From the entries that follow, copy exactly the lines beginning at the line holding "Describe the element at coordinates (614, 529)" and continuing through the line holding "This screenshot has".

START Available data

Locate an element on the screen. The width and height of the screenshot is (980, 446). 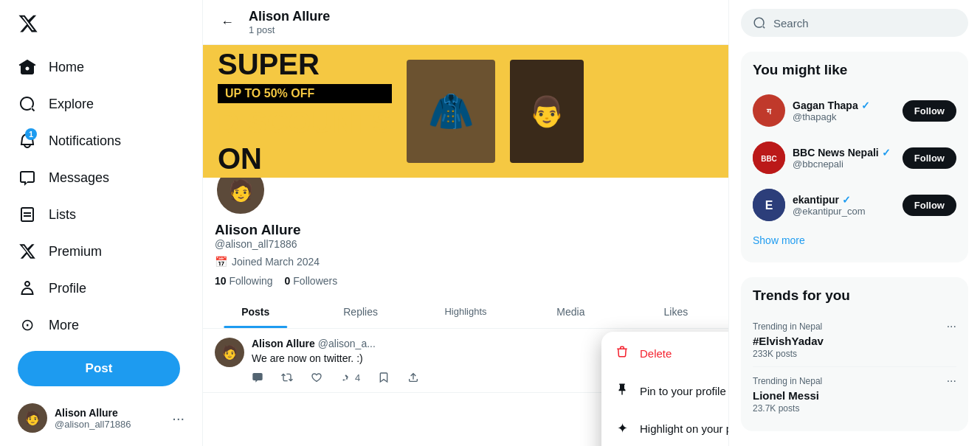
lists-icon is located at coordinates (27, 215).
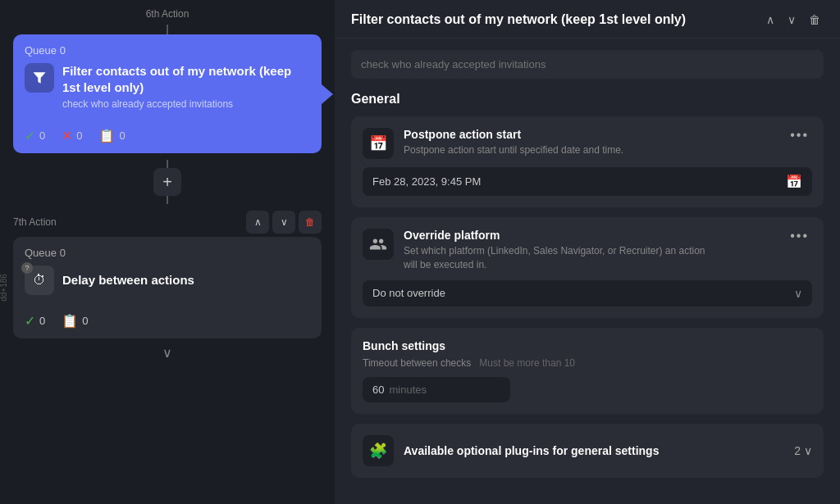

END Available data
START Available data

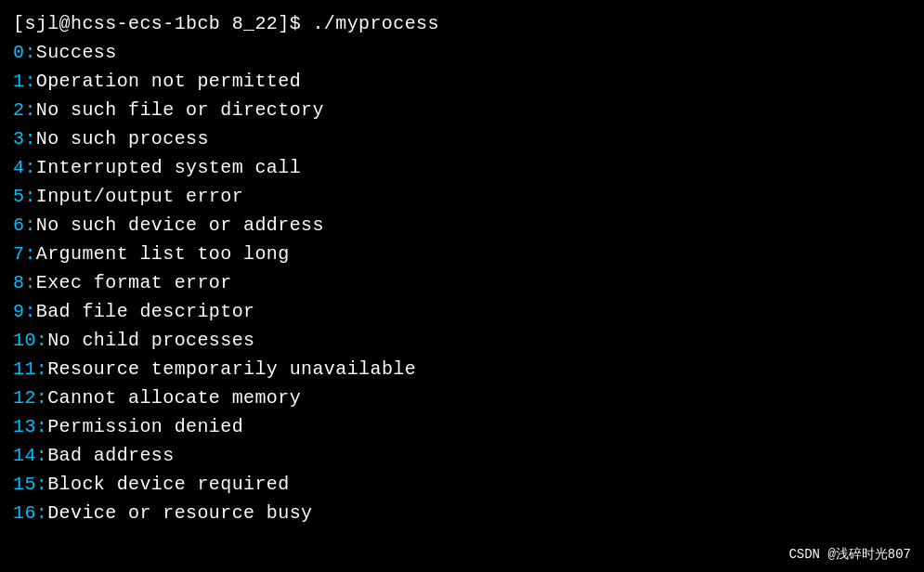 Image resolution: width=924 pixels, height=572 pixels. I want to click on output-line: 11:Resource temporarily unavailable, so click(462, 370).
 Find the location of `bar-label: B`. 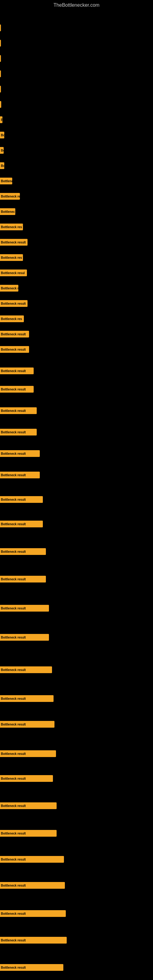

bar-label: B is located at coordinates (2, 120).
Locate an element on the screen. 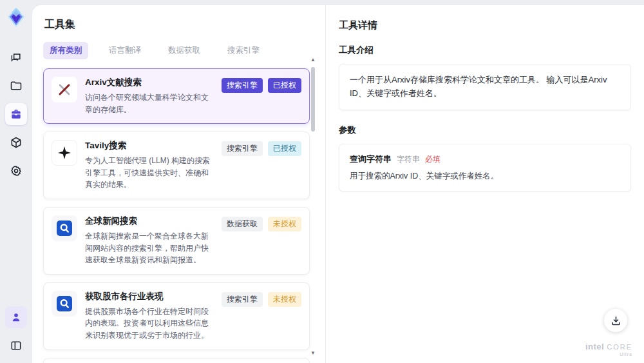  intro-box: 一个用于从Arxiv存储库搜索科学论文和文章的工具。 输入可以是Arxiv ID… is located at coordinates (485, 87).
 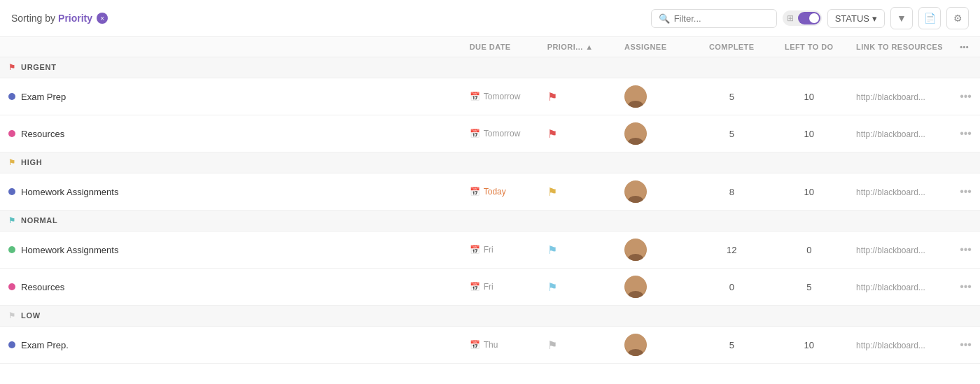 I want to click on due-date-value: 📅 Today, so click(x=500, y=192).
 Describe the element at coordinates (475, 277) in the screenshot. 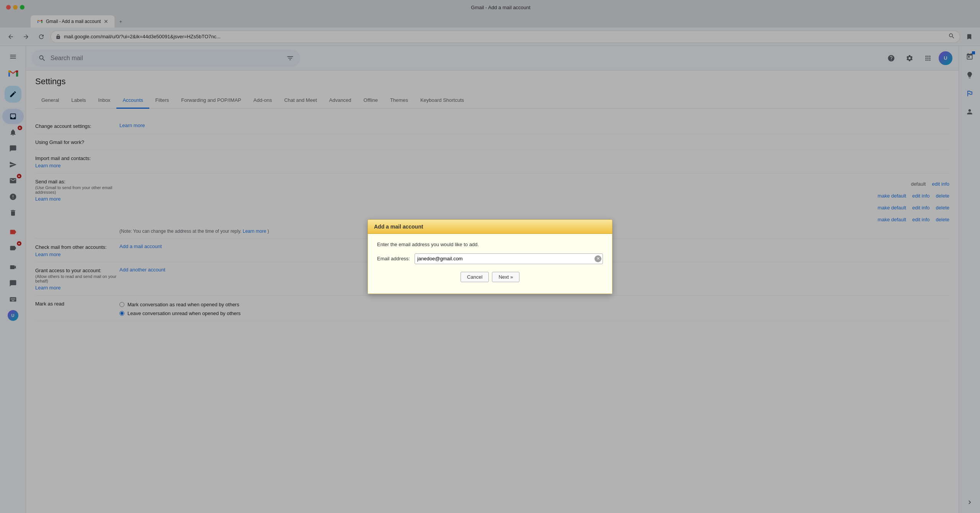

END Available data
START Available data

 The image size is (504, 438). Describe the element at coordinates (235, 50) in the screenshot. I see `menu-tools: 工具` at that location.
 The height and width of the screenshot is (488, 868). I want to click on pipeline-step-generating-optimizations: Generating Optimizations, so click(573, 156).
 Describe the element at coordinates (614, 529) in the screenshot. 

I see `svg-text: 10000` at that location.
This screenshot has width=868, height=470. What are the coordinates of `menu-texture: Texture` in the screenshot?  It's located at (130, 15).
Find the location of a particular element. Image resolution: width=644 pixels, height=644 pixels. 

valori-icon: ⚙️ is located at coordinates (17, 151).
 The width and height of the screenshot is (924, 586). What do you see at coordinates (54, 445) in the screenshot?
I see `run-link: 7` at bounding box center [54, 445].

END Available data

**Solved problem:**
 Describe the element at coordinates (614, 529) in the screenshot. 

I see `svg-text: 10000` at that location.
This screenshot has width=868, height=470. What are the coordinates of `menu-texture: Texture` in the screenshot?  It's located at (130, 15).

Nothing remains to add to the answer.